Privilege doing its downtown thing.
Privilege doing its downtown thing. Charles Mudede

We are downtown. It is around 4 p.m.. The traffic is already too thick to move much. A car obnoxiously blocks a crosswalk. I decide to shame the driver by taking a picture of the situation with my smartphone. He gives me the middle finger. By this gesture, he says: Fuck you, pedestrian.

But I am not bothered by the insult because it is possible that the man brewing behind the wheel is actually a nice and mellow fellow when not encased by 4000 pounds of industrial materials. But once inside of it, once it becomes his other hard and senseless skin, it Hulkifies him.

Indeed, a great mind might one day see the true triggering element of road rage as the failure to establish a fulfilling erotics between flesh and the automobileā€”the subject of J.G. Ballard's short but great novel Crash. Ejaculating onto the dashboard or deepthroating a gear shift did not result in a new somatic and sexual chemistry. The disconnection between machine and man/woman persisted. The car did not become one but instead dumbed the driver. A consequence of this disconnection is a frustration that rapidly pools and pops during jams.

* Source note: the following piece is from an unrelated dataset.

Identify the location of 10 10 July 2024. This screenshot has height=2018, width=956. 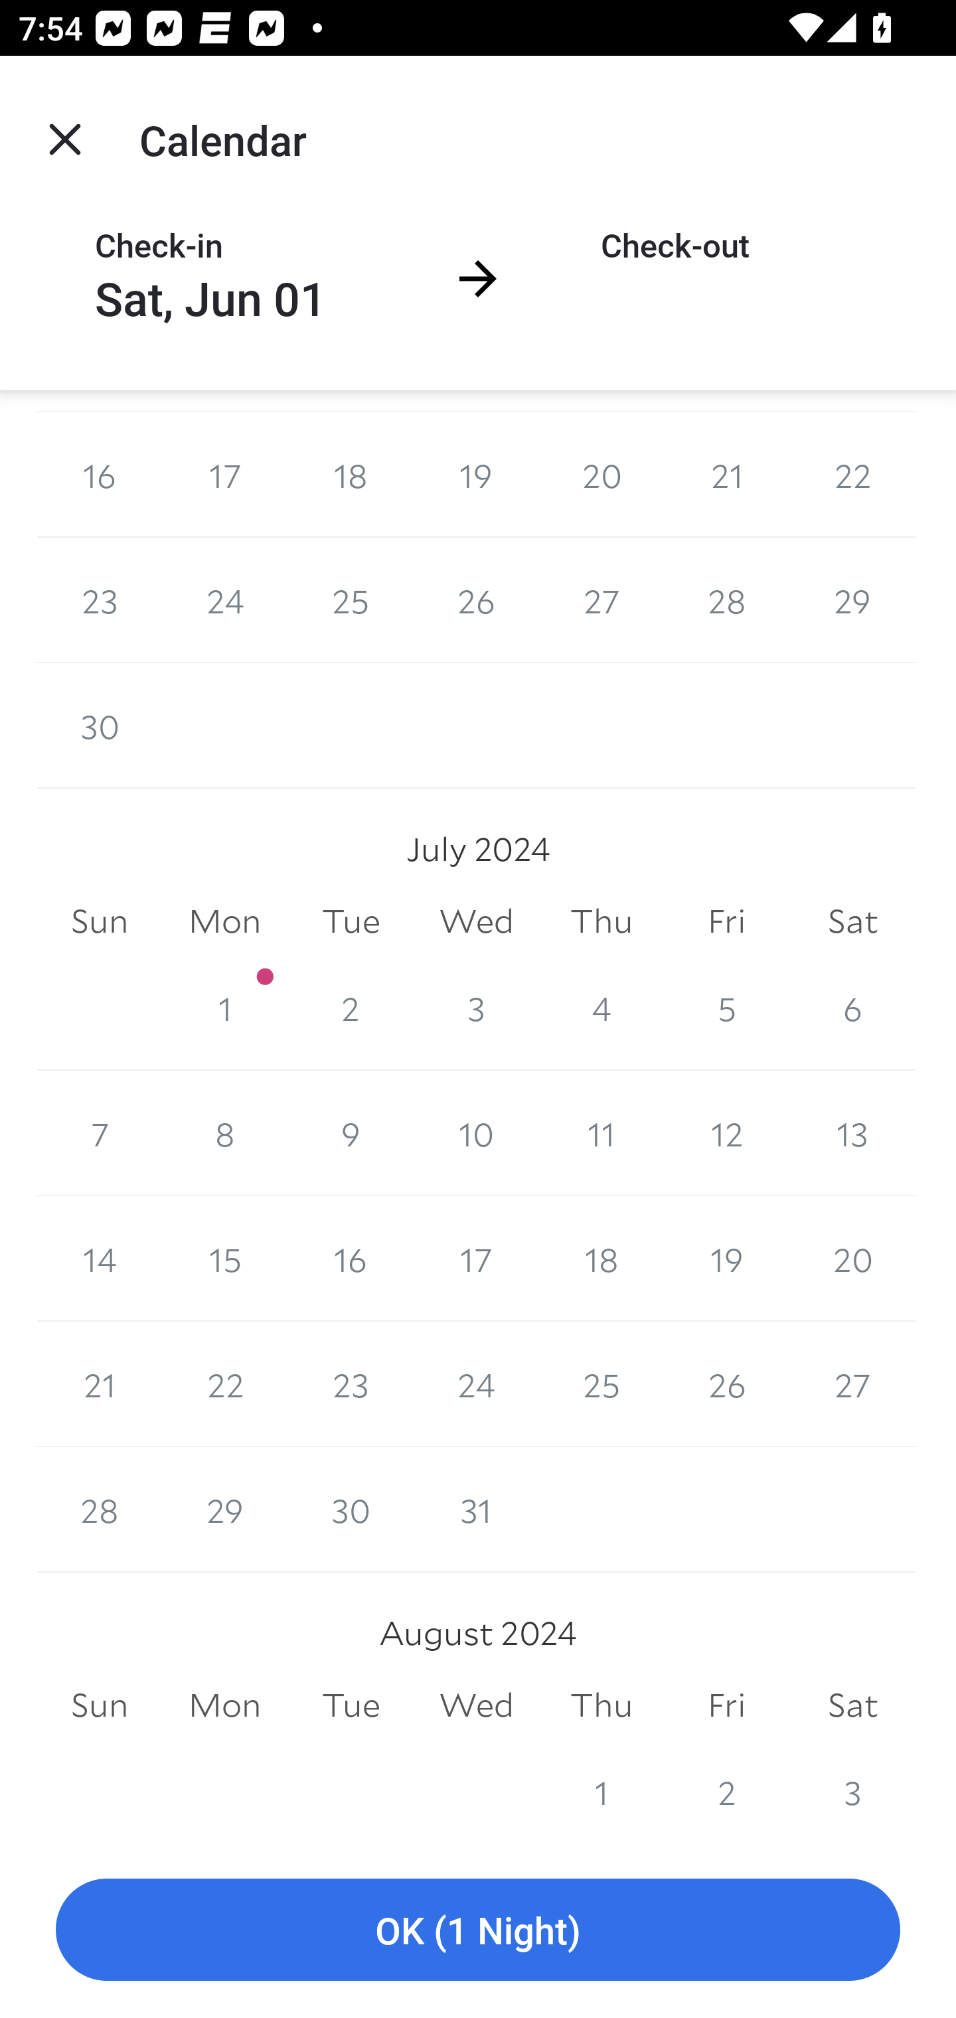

But what has yet to be carefully considered is the possibility that humans might be better at waiting with others than waiting alone. When one is by him/herself, movement is needed in a way that it is not when one is with others. I hinted at this possibility in the post "Public Transportation: What Humans Do Best Is Not Swarming."

As for the title of this post, thanks must go to Seattle Greenways.